We need a genuinely anti-imperialist politics.

Then there was Gen Ziaul Haq, who overthrew the country’s first elected prime minister and was welcomed into office by Washington. The latter poured dollars into his lap and helped him foment militant jihad in Pakistan and the Muslim world at large.

Most recently, Gen Musharraf signed onto to the US-led war on terror, boasting in his autobiography that he earned ‘bounties’ by handing over ‘terrorists’ (mostly the same ji­­h­adis that were patronised during the Zia era) to the Americans. This was the same Mush­ar­raf that Imran Khan supported in the 2002 presidential referendum and whose support base eventually metamorphosed into the PTI.

Of course, Imran Khan also benefited from ‘foreign intervention’ — the Americans and British certainly did not dislike him, and there is a line of argument which suggests Pakistan under the PML-N between 2013 and 2018 had tilted too far towards the Chinese orbit. And then there was the role that Tahirul Qadri played in dharna politics from 2014 on, parachuting in from Canada whenever required.

No matter which Pakistani government one analyses, however, foreign support doesn’t last forever. Gen Zia’s tryst with the ‘free world’ soured after the Soviets withdrew from Afghanistan. Ultimately, a measly mango crate put paid to the navigation system of the plane in which he perished.

Gen Musharraf’s end was less gory. But Washington’s role was no less prominent. The Americans facilitated a negotiated return to power for Benazir Bhutto, a process that eventually culminated in her widower, Asif Zar­dari, replacing Musharraf in the presidency.

And what about Imran Khan? Not surprisingly for a desperate man in desperate circumstances, he is now comparing his predicament to that of Z.A. Bhutto, who of course wrote a book on death row in which he clearly named the US empire as having conspired with Gen Zia to engineer his downfall.

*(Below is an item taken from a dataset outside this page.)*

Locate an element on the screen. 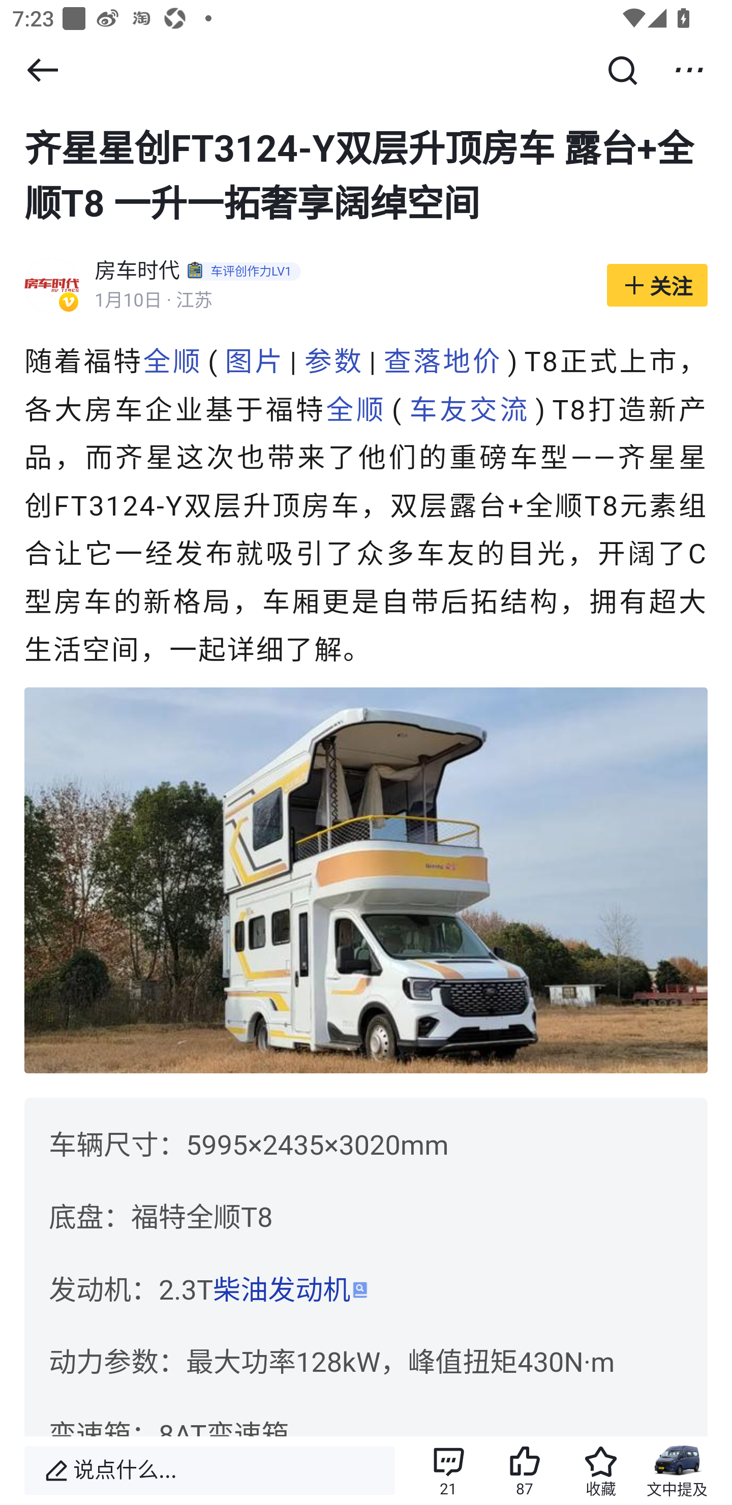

Yet Bhutto came to power in an era when left-wing movements were at their peak. Workers, peasants and students not only understood the destructive role played by Western imperialism in our country but also called out the home-grown Mir Jaffers and Mir Sadiqs that facilitated empire. Popular mobilisations of the people compelled Bhutto to cut ‘fat and flabby’ generals down to size, promulgate land reforms, nationalise big industries and discipline the Anglicised ‘mandarins’ who ran our colonial civil servi­­ce. Mr Bhutto’s fall began when he started victi­mising trade and student unions, farmers’ associations and political workers whilst also ord­ering military action in Balochistan.

Both before he came to power and during almost four years in the saddle, Imran Khan has done anything but articulate a left-of-centre politics rooted in the grassroots. He certainly has a captive support base, but the latter has only imbibed superficial sloganeering about corruption and national security without actually naming and challenging neoliberal economics, colonial statecraft and the sacred cows who have served as the primary clients of imperialism in our history.

Rather than fanciful slogans and hateful rhetoric, we need a genuinely anti-imperialist politics that starts at home. This is the only way there can be a progressive alternative to the right-wing populism of Imran Khan, and, even more concerningly, militant formations like the Taliban and TLP. We need land to be redistributed from rural and urban landlords to the people. We need to dismantle the virtual apartheid that exists between the military and ‘bloody civilians’. We need to make peace with India and Afghanistan. We need much more. And when such a popular politics gains ground, rest assured that foreign powers will do everything in their power to nip it in the bud.

The writer teaches at Quaid-i-Azam University, Islamabad.